Authid 2: User can only have one to many clients associated to them
Authid 3: User has access to ALL clients.
So as i am new to this relationship side of laravel currently i would do a lot of querying to get some details eg:
I would done something like:
$userClient =UsersClients::select('clientid')->where('userid','=',$userid)->get();
Then I would probably loop through the result to then get each client details and output to the page.
foreach($userClient as $i ->$cleint){
echo '<div>' .$cleint->name . '</div>';
........
}
Would this be an old way and could it be handled better??

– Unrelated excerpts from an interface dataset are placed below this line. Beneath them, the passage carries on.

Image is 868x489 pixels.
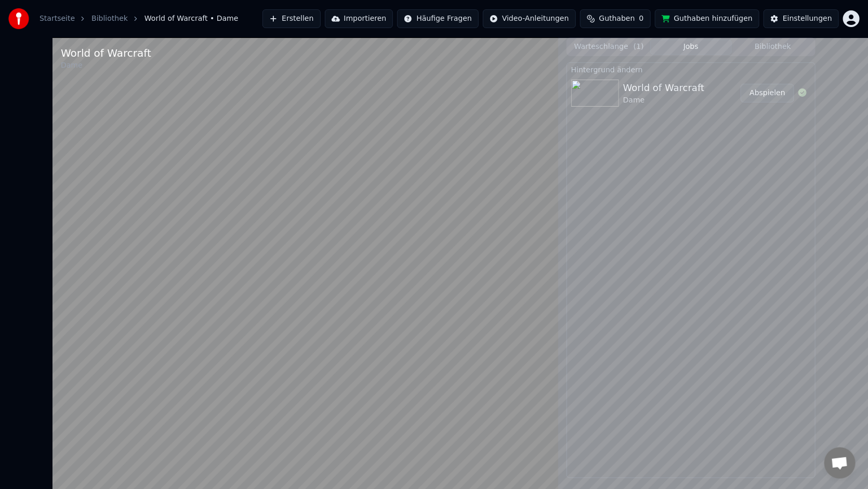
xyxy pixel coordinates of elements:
[61,60,152,71] div: Dame
[61,46,152,60] div: World of Warcraft
[567,63,815,75] div: Hintergrund ändern
[732,39,814,55] button: Bibliothek
[8,8,29,29] img: youka
[325,9,393,28] button: Importieren
[92,13,128,24] a: Bibliothek
[764,9,839,28] button: Einstellungen
[39,13,75,24] a: Startseite
[599,13,635,24] span: Guthaben
[783,13,832,24] div: Einstellungen
[741,84,794,103] button: Abspielen
[633,42,644,52] span: ( 1 )
[655,9,760,28] button: Guthaben hinzufügen
[262,9,320,28] button: Erstellen
[650,39,732,55] button: Jobs
[623,81,704,95] div: World of Warcraft
[568,39,650,55] button: Warteschlange
[639,13,644,24] span: 0
[39,13,238,24] nav: breadcrumb
[144,13,238,24] span: World of Warcraft • Dame
[824,447,855,479] div: Chat öffnen
[623,95,704,106] div: Dame
[483,9,576,28] button: Video-Anleitungen
[580,9,651,28] button: Guthaben0
[397,9,479,28] button: Häufige Fragen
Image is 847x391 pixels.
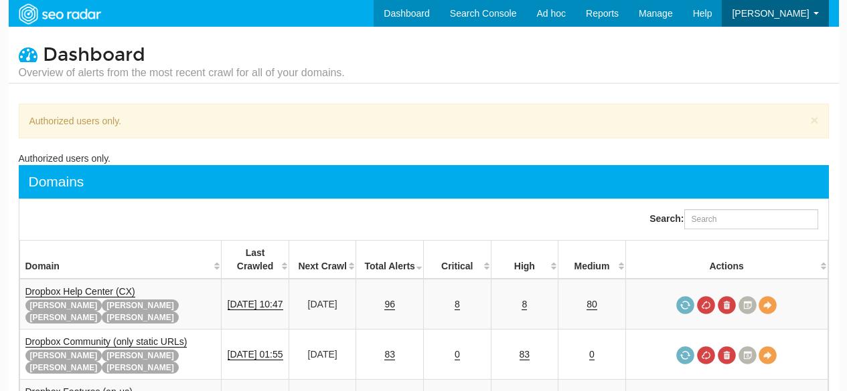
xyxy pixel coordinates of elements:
[693,8,712,19] span: Help
[738,296,756,315] a: Crawl History
[43,43,145,66] span: Dashboard
[25,362,102,374] span: [PERSON_NAME]
[25,286,135,298] a: Dropbox Help Center (CX)
[717,296,735,315] a: Delete most recent audit
[758,296,776,315] a: View Domain Overview
[491,241,558,280] th: High: activate to sort column descending
[25,350,102,362] span: [PERSON_NAME]
[102,362,179,374] span: [PERSON_NAME]
[19,66,345,80] small: Overview of alerts from the most recent crawl for all of your domains.
[676,347,694,365] a: Request a crawl
[519,349,530,361] a: 83
[228,349,283,361] a: [DATE] 01:55
[19,104,828,139] div: Authorized users only.
[102,300,179,312] span: [PERSON_NAME]
[288,241,356,280] th: Next Crawl: activate to sort column descending
[19,45,37,64] i: 
[423,241,491,280] th: Critical: activate to sort column descending
[288,279,356,330] td: [DATE]
[625,241,827,280] th: Actions: activate to sort column ascending
[558,241,626,280] th: Medium: activate to sort column descending
[356,241,424,280] th: Total Alerts: activate to sort column ascending
[221,241,289,280] th: Last Crawled: activate to sort column descending
[19,152,828,165] div: Authorized users only.
[731,8,808,19] span: [PERSON_NAME]
[684,209,818,230] input: Search:
[676,296,694,315] a: Request a crawl
[717,347,735,365] a: Delete most recent audit
[738,347,756,365] a: Crawl History
[521,299,527,310] a: 8
[288,330,356,380] td: [DATE]
[649,209,817,230] label: Search:
[25,312,102,324] span: [PERSON_NAME]
[25,337,187,348] a: Dropbox Community (only static URLs)
[29,172,84,192] div: Domains
[697,347,715,365] a: Cancel in-progress audit
[758,347,776,365] a: View Domain Overview
[19,241,221,280] th: Domain: activate to sort column ascending
[697,296,715,315] a: Cancel in-progress audit
[810,113,818,127] button: ×
[102,312,179,324] span: [PERSON_NAME]
[384,349,395,361] a: 83
[13,2,106,26] img: SEORadar
[454,299,460,310] a: 8
[228,299,283,310] a: [DATE] 10:47
[586,8,618,19] span: Reports
[586,299,597,310] a: 80
[454,349,460,361] a: 0
[102,350,179,362] span: [PERSON_NAME]
[589,349,594,361] a: 0
[638,8,673,19] span: Manage
[536,8,565,19] span: Ad hoc
[384,299,395,310] a: 96
[25,300,102,312] span: [PERSON_NAME]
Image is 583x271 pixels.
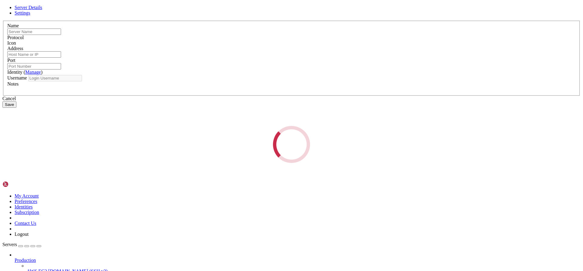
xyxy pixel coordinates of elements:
a: Identities [15,204,33,209]
a: Production [15,258,580,263]
div: Cancel [2,96,580,101]
button: Save [2,101,16,108]
label: Icon [7,40,16,46]
label: Port [7,58,15,63]
a: Server Details [15,5,42,10]
span: Servers [2,242,17,247]
a: Preferences [15,199,37,204]
x-row: Name does not resolve [2,8,504,13]
x-row: ERROR: Unable to open connection: [2,2,504,8]
div: (0, 2) [2,13,5,18]
a: Manage [25,69,41,75]
label: Username [7,75,27,80]
label: Protocol [7,35,24,40]
a: Logout [15,232,29,237]
span: ( ) [24,69,42,75]
a: My Account [15,193,39,198]
a: Servers [2,242,41,247]
label: Identity [7,69,42,75]
input: Host Name or IP [7,51,61,58]
img: Shellngn [2,181,37,187]
span: Production [15,258,36,263]
div: Loading... [273,126,310,163]
a: Contact Us [15,221,36,226]
label: Address [7,46,23,51]
a: Settings [15,10,30,15]
input: Server Name [7,29,61,35]
a: Subscription [15,210,39,215]
label: Notes [7,81,19,86]
label: Name [7,23,19,28]
input: Login Username [28,75,82,81]
input: Port Number [7,63,61,69]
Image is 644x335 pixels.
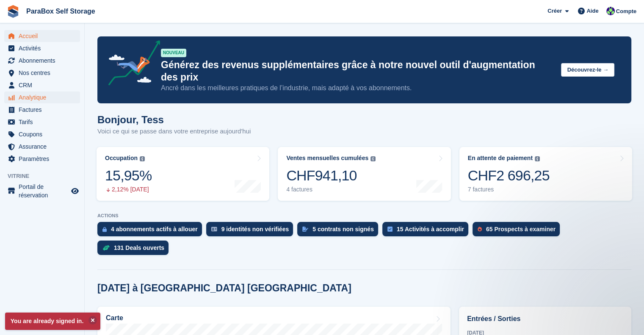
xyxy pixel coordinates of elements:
div: 2,12% [DATE] [105,186,151,193]
a: menu [4,30,80,42]
a: menu [4,183,80,200]
span: Aide [587,7,599,15]
span: Factures [19,104,69,116]
img: prospect-51fa495bee0391a8d652442698ab0144808aea92771e9ea1ae160a38d050c398.svg [478,226,482,232]
span: Assurance [19,141,69,152]
span: Abonnements [19,55,69,66]
img: icon-info-grey-7440780725fd019a000dd9b08b2336e03edf1995a4989e88bcd33f0948082b44.svg [140,156,145,161]
div: Ventes mensuelles cumulées [286,154,368,162]
img: task-75834270c22a3079a89374b754ae025e5fb1db73e45f91037f5363f120a921f8.svg [387,226,392,232]
p: ACTIONS [98,213,631,218]
span: Analytique [19,92,69,103]
img: icon-info-grey-7440780725fd019a000dd9b08b2336e03edf1995a4989e88bcd33f0948082b44.svg [371,156,376,161]
div: NOUVEAU [161,49,186,57]
a: menu [4,92,80,103]
div: CHF941,10 [286,167,376,184]
a: 15 Activités à accomplir [382,222,473,240]
div: CHF2 696,25 [468,167,550,184]
span: Accueil [19,30,69,42]
a: 131 Deals ouverts [98,240,173,259]
p: Ancré dans les meilleures pratiques de l’industrie, mais adapté à vos abonnements. [161,83,554,93]
p: You are already signed in. [5,312,101,330]
div: 7 factures [468,186,550,193]
div: 9 identités non vérifiées [221,226,289,232]
img: deal-1b604bf984904fb50ccaf53a9ad4b4a5d6e5aea283cecdc64d6e3604feb123c2.svg [103,245,110,250]
span: Activités [19,42,69,54]
img: stora-icon-8386f47178a22dfd0bd8f6a31ec36ba5ce8667c1dd55bd0f319d3a0aa187defe.svg [7,5,20,18]
a: Occupation 15,95% 2,12% [DATE] [97,147,269,201]
span: Coupons [19,128,69,140]
span: Paramètres [19,153,69,164]
img: verify_identity-adf6edd0f0f0b5bbfe63781bf79b02c33cf7c696d77639b501bdc392416b5a36.svg [211,226,217,232]
p: Voici ce qui se passe dans votre entreprise aujourd'hui [98,127,251,136]
div: En attente de paiement [468,154,533,162]
h1: Bonjour, Tess [98,114,251,125]
span: Créer [548,7,562,15]
span: Vitrine [8,172,85,181]
a: menu [4,104,80,116]
a: Ventes mensuelles cumulées CHF941,10 4 factures [278,147,451,201]
div: 15 Activités à accomplir [397,226,464,232]
h2: Entrées / Sorties [467,314,623,324]
a: 65 Prospects à examiner [473,222,564,240]
div: 4 factures [286,186,376,193]
img: icon-info-grey-7440780725fd019a000dd9b08b2336e03edf1995a4989e88bcd33f0948082b44.svg [535,156,540,161]
a: Boutique d'aperçu [70,186,80,196]
p: Générez des revenus supplémentaires grâce à notre nouvel outil d'augmentation des prix [161,59,554,83]
a: menu [4,153,80,164]
img: Tess Bédat [607,7,615,15]
a: ParaBox Self Storage [23,4,99,18]
a: menu [4,42,80,54]
a: menu [4,116,80,128]
span: Nos centres [19,67,69,79]
img: price-adjustments-announcement-icon-8257ccfd72463d97f412b2fc003d46551f7dbcb40ab6d574587a9cd5c0d94... [101,40,160,89]
div: Occupation [105,154,138,162]
h2: Carte [106,314,123,322]
a: menu [4,141,80,152]
span: Portail de réservation [19,183,69,200]
div: 131 Deals ouverts [114,244,165,251]
div: 5 contrats non signés [312,226,374,232]
span: Tarifs [19,116,69,128]
a: 9 identités non vérifiées [206,222,298,240]
a: menu [4,67,80,79]
div: 65 Prospects à examiner [486,226,556,232]
span: CRM [19,79,69,91]
a: En attente de paiement CHF2 696,25 7 factures [459,147,632,201]
div: 4 abonnements actifs à allouer [111,226,198,232]
a: 4 abonnements actifs à allouer [98,222,206,240]
a: menu [4,55,80,66]
a: menu [4,128,80,140]
img: active_subscription_to_allocate_icon-d502201f5373d7db506a760aba3b589e785aa758c864c3986d89f69b8ff3... [103,226,107,232]
button: Découvrez-le → [561,63,615,77]
a: 5 contrats non signés [297,222,382,240]
div: 15,95% [105,167,151,184]
a: menu [4,79,80,91]
span: Compte [616,7,636,16]
img: contract_signature_icon-13c848040528278c33f63329250d36e43548de30e8caae1d1a13099fd9432cc5.svg [302,226,308,232]
h2: [DATE] à [GEOGRAPHIC_DATA] [GEOGRAPHIC_DATA] [98,283,352,294]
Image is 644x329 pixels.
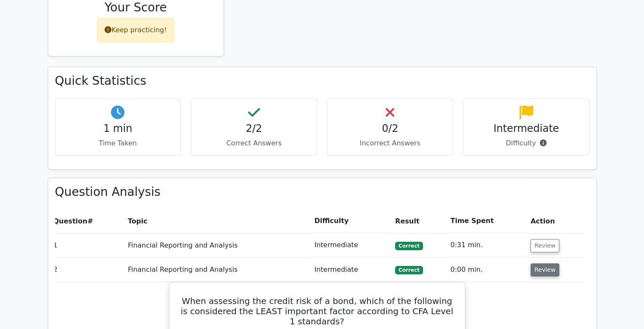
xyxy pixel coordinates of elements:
th: Topic [125,209,311,233]
th: Action [528,209,584,233]
h4: Intermediate [471,123,582,135]
h3: Question Analysis [55,185,590,199]
h3: Quick Statistics [55,74,590,88]
button: Review [531,239,560,252]
p: Difficulty [471,138,582,148]
span: Correct [396,265,423,274]
h4: 1 min [62,123,174,135]
td: 1 [50,233,125,257]
p: Incorrect Answers [335,138,446,148]
td: Financial Reporting and Analysis [125,233,311,257]
th: Time Spent [447,209,528,233]
h4: 0/2 [335,123,446,135]
p: Correct Answers [198,138,310,148]
div: Keep practicing! [97,18,174,42]
td: 0:31 min. [447,233,528,257]
td: Intermediate [311,233,392,257]
td: 2 [50,258,125,282]
th: # [50,209,125,233]
h4: 2/2 [198,123,310,135]
th: Difficulty [311,209,392,233]
h3: Your Score [55,0,217,15]
button: Review [531,263,560,277]
span: Question [53,217,88,225]
td: Financial Reporting and Analysis [125,258,311,282]
h5: When assessing the credit risk of a bond, which of the following is considered the LEAST importan... [180,295,455,326]
p: Time Taken [62,138,174,148]
span: Correct [396,242,423,250]
th: Result [392,209,447,233]
td: 0:00 min. [447,258,528,282]
td: Intermediate [311,258,392,282]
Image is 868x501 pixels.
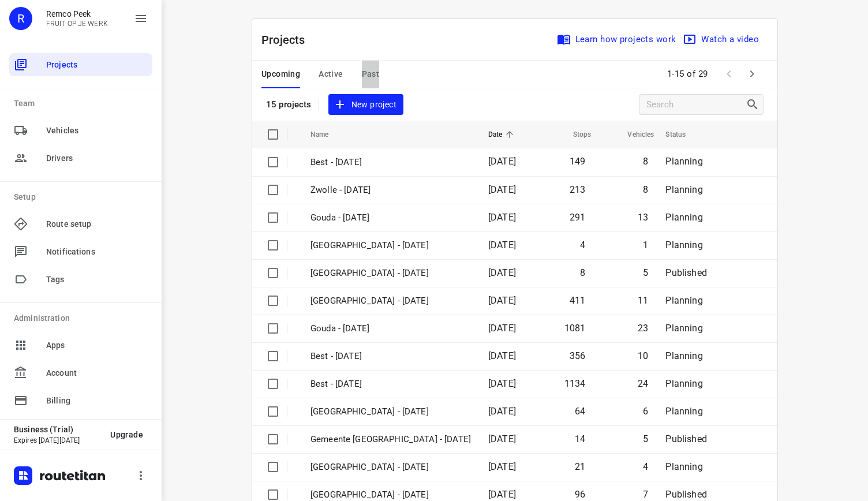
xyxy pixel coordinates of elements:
span: [DATE] [488,267,517,278]
div: Drivers [9,147,152,170]
div: Billing [9,389,152,412]
span: [DATE] [488,212,517,223]
div: R [9,7,32,30]
span: 23 [638,323,648,334]
span: 7 [643,489,648,500]
p: Antwerpen - Thursday [310,239,471,252]
p: Antwerpen - Tuesday [310,461,471,474]
span: 213 [570,184,586,195]
p: Business (Trial) [14,425,101,434]
span: Vehicles [47,125,148,137]
p: Zwolle - Friday [310,183,471,197]
span: [DATE] [488,295,517,306]
span: 6 [643,406,648,417]
p: Gouda - Thursday [310,322,471,336]
span: 4 [580,240,585,251]
span: 356 [570,350,586,361]
span: [DATE] [488,156,517,167]
button: New project [329,94,403,116]
span: 4 [643,461,648,472]
span: Upgrade [110,430,143,439]
p: Gemeente Rotterdam - Wednesday [310,433,471,446]
span: Planning [665,406,703,417]
span: Billing [47,395,148,407]
div: Apps [9,334,152,357]
span: Planning [665,240,703,251]
span: 1081 [565,323,586,334]
span: Apps [47,339,148,351]
span: Planning [665,184,703,195]
span: Past [362,67,380,81]
div: Notifications [9,240,152,263]
span: Planning [665,350,703,361]
span: Notifications [47,245,148,258]
span: Planning [665,156,703,167]
p: Zwolle - Thursday [310,295,471,308]
span: 411 [570,295,586,306]
p: Projects [262,31,315,48]
p: Remco Peek [47,9,108,18]
span: Route setup [47,218,148,230]
span: Planning [665,378,703,389]
div: Account [9,361,152,384]
span: Next Page [741,62,764,86]
p: Expires [DATE][DATE] [14,436,101,444]
div: Vehicles [9,119,152,142]
span: [DATE] [488,350,517,361]
span: 1-15 of 29 [663,62,713,87]
span: 14 [575,433,585,444]
p: Best - Thursday [310,350,471,363]
span: [DATE] [488,184,517,195]
span: Planning [665,461,703,472]
span: Upcoming [262,67,300,81]
div: Route setup [9,213,152,235]
span: Published [665,433,707,444]
p: Setup [14,191,152,204]
p: Best - Friday [310,156,471,169]
p: 15 projects [267,99,312,110]
span: Published [665,267,707,278]
span: New project [336,98,397,112]
span: 64 [575,406,585,417]
p: Team [14,98,152,110]
span: Previous Page [717,62,741,86]
p: Gouda - Friday [310,212,471,224]
input: Search projects [647,96,746,114]
span: 11 [638,295,648,306]
span: [DATE] [488,433,517,444]
span: Tags [47,274,148,286]
span: Vehicles [612,128,654,141]
span: 1134 [565,378,586,389]
div: Tags [9,268,152,291]
span: 5 [643,433,648,444]
span: Active [319,67,343,81]
span: [DATE] [488,378,517,389]
span: 13 [638,212,648,223]
span: 291 [570,212,586,223]
span: 21 [575,461,585,472]
span: Name [310,128,344,141]
span: Account [47,367,148,380]
span: 8 [643,184,648,195]
span: [DATE] [488,323,517,334]
span: Projects [47,59,148,71]
span: 149 [570,156,586,167]
span: Planning [665,295,703,306]
span: 8 [643,156,648,167]
span: [DATE] [488,406,517,417]
p: Administration [14,312,152,325]
span: [DATE] [488,240,517,251]
span: 24 [638,378,648,389]
div: Search [746,98,763,111]
p: FRUIT OP JE WERK [47,20,108,27]
span: 96 [575,489,585,500]
span: Stops [559,128,591,141]
span: [DATE] [488,461,517,472]
span: 10 [638,350,648,361]
span: 8 [580,267,585,278]
span: Planning [665,212,703,223]
span: Drivers [47,152,148,164]
span: Date [488,128,518,141]
p: Gemeente Rotterdam - Thursday [310,266,471,280]
span: 5 [643,267,648,278]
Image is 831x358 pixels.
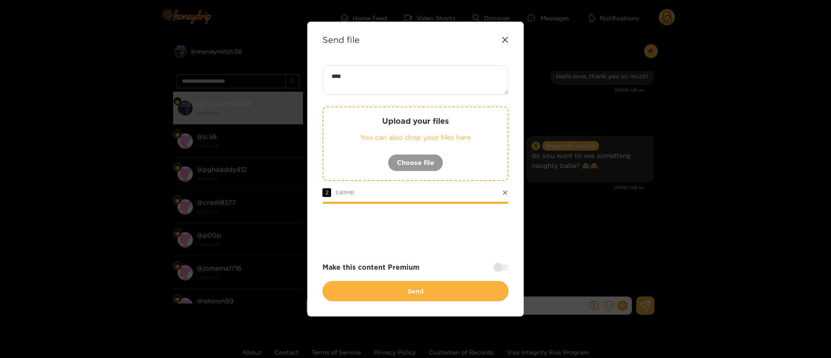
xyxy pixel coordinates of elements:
strong: Send file [322,35,360,45]
span: 5.85 MB [335,190,354,195]
span: 2 [322,188,331,197]
p: Upload your files [341,116,490,126]
strong: Make this content Premium [322,262,419,272]
button: Send [322,281,508,301]
button: Choose file [388,154,443,171]
p: You can also drop your files here [341,132,490,142]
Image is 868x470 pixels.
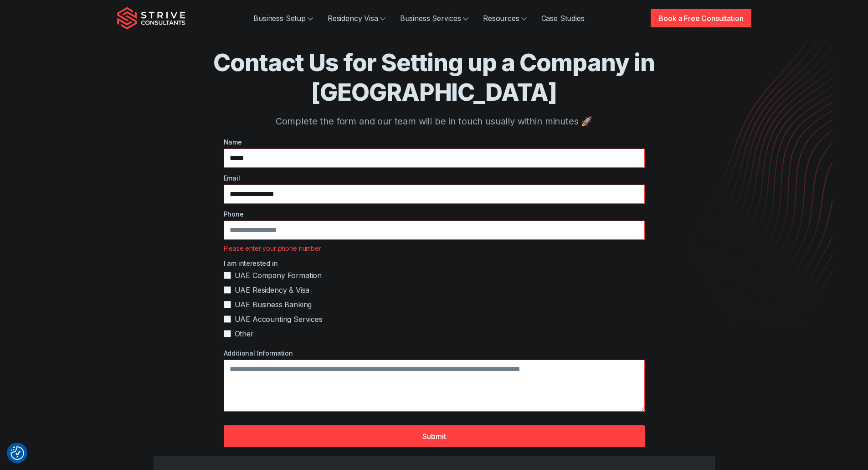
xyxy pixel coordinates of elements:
[393,10,476,28] a: Business Services
[224,301,231,308] input: UAE Business Banking
[246,10,320,28] a: Business Setup
[235,299,312,310] span: UAE Business Banking
[224,258,645,268] label: I am interested in
[235,270,322,281] span: UAE Company Formation
[224,209,645,219] label: Phone
[10,447,24,460] button: Consent Preferences
[224,330,231,338] input: Other
[117,7,186,29] img: Strive Consultants
[154,48,715,107] h1: Contact Us for Setting up a Company in [GEOGRAPHIC_DATA]
[224,137,645,147] label: Name
[224,348,645,358] label: Additional Information
[224,315,231,323] input: UAE Accounting Services
[651,10,751,28] a: Book a Free Consultation
[235,314,323,325] span: UAE Accounting Services
[154,114,715,128] p: Complete the form and our team will be in touch usually within minutes 🚀
[235,284,310,295] span: UAE Residency & Visa
[476,10,534,28] a: Resources
[224,286,231,294] input: UAE Residency & Visa
[224,174,645,183] label: Email
[224,272,231,279] input: UAE Company Formation
[320,10,393,28] a: Residency Visa
[534,10,592,28] a: Case Studies
[224,244,645,253] div: Please enter your phone number
[235,328,254,340] span: Other
[10,447,24,460] img: Revisit consent button
[224,425,645,448] button: Submit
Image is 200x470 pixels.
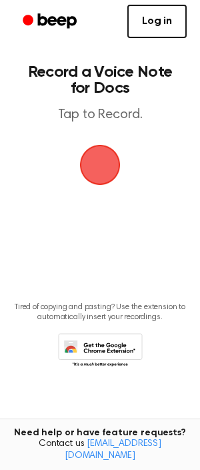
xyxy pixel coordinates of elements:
[65,439,161,460] a: [EMAIL_ADDRESS][DOMAIN_NAME]
[24,107,176,123] p: Tap to Record.
[24,64,176,96] h1: Record a Voice Note for Docs
[11,302,189,322] p: Tired of copying and pasting? Use the extension to automatically insert your recordings.
[8,438,192,462] span: Contact us
[13,9,89,35] a: Beep
[80,145,120,185] button: Beep Logo
[127,5,187,38] a: Log in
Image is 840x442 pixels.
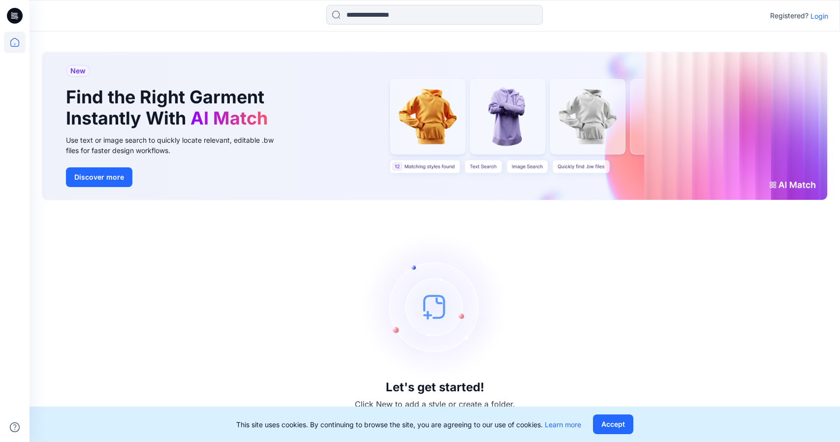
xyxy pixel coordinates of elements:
p: Login [811,11,828,21]
button: Discover more [66,167,132,187]
p: Registered? [770,10,809,22]
h3: Let's get started! [386,380,484,394]
div: Use text or image search to quickly locate relevant, editable .bw files for faster design workflows. [66,135,287,156]
button: Accept [593,414,633,434]
p: This site uses cookies. By continuing to browse the site, you are agreeing to our use of cookies. [236,419,581,430]
h1: Find the Right Garment Instantly With [66,87,273,129]
img: empty-state-image.svg [361,233,509,380]
span: New [70,65,86,77]
span: AI Match [190,107,268,129]
p: Click New to add a style or create a folder. [355,398,515,410]
a: Learn more [545,420,581,429]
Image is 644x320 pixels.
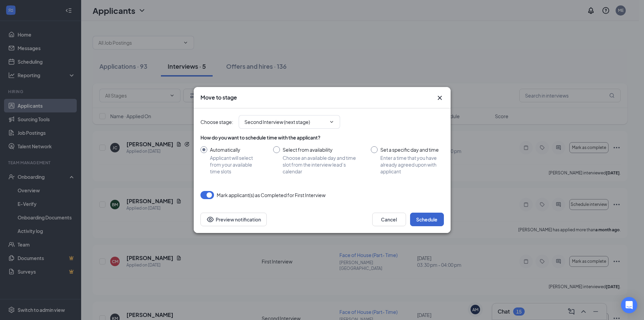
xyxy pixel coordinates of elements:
svg: ChevronDown [329,119,334,124]
span: Choose stage : [200,118,233,126]
span: Mark applicant(s) as Completed for First Interview [217,190,326,199]
svg: Cross [436,93,444,102]
button: Cancel [372,212,406,226]
button: Schedule [410,212,444,226]
div: Open Intercom Messenger [621,297,637,313]
h3: Move to stage [200,93,237,101]
button: Close [436,93,444,102]
div: How do you want to schedule time with the applicant? [200,134,444,141]
button: Preview notificationEye [200,212,266,226]
svg: Eye [206,215,214,224]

----------------EDIT---------------
i have managed to sort it as the following:
User Model:
public function clients() {
return $this->hasMany('UsersClients','userid');
}
User Controller
$selectedUserClients = User::find(24)->clients;
I get the same out come as my previous result as in client id's 1 & 2, but now how to get the client details from the actual client db basically is there an easier way that the following:
foreach ($selectedUserClients as $key => $client) {
$clientInfo = Client::select('id','clientname')->where('id','=',$client->clientid)->get();
echo $clientInfo[0]->clientname;
}
The users_clients table needs it's own ID column in order for many-to-many relationships to work.
On your User Model, try
public function clients()
{
return $this->belongsToMany('Client','user_clients','userid','clientid');
}
Now you can find the clients assigned to each individual user with
User::find(24)->clients.
You could also do the inverse on your Client model...
public function users()
{
return $this->belongsToMany('User','user_clients','clientid','userid');
}
This would allow you to find all the users belonging to each client
Client::find(42)->users;
I would also like to mention that it's best practice to use snake case for your id's such as user_id or client_id.
Your table names should be plural. users and clients.
Your pivot table should be snake_case, in alphabetical order, and singular. client_user.
This would make working with Eloquent much easier because it's less you have to worry about when setting up the relationships and it might be easier for someone else to help you work on your project.
Instead of return $this->belongsToMany('Client','user_clients','userid','clientid'); all you'd have to do is return $this->belongsToMany('Client'); which should keep your app much cleaner and easier to read.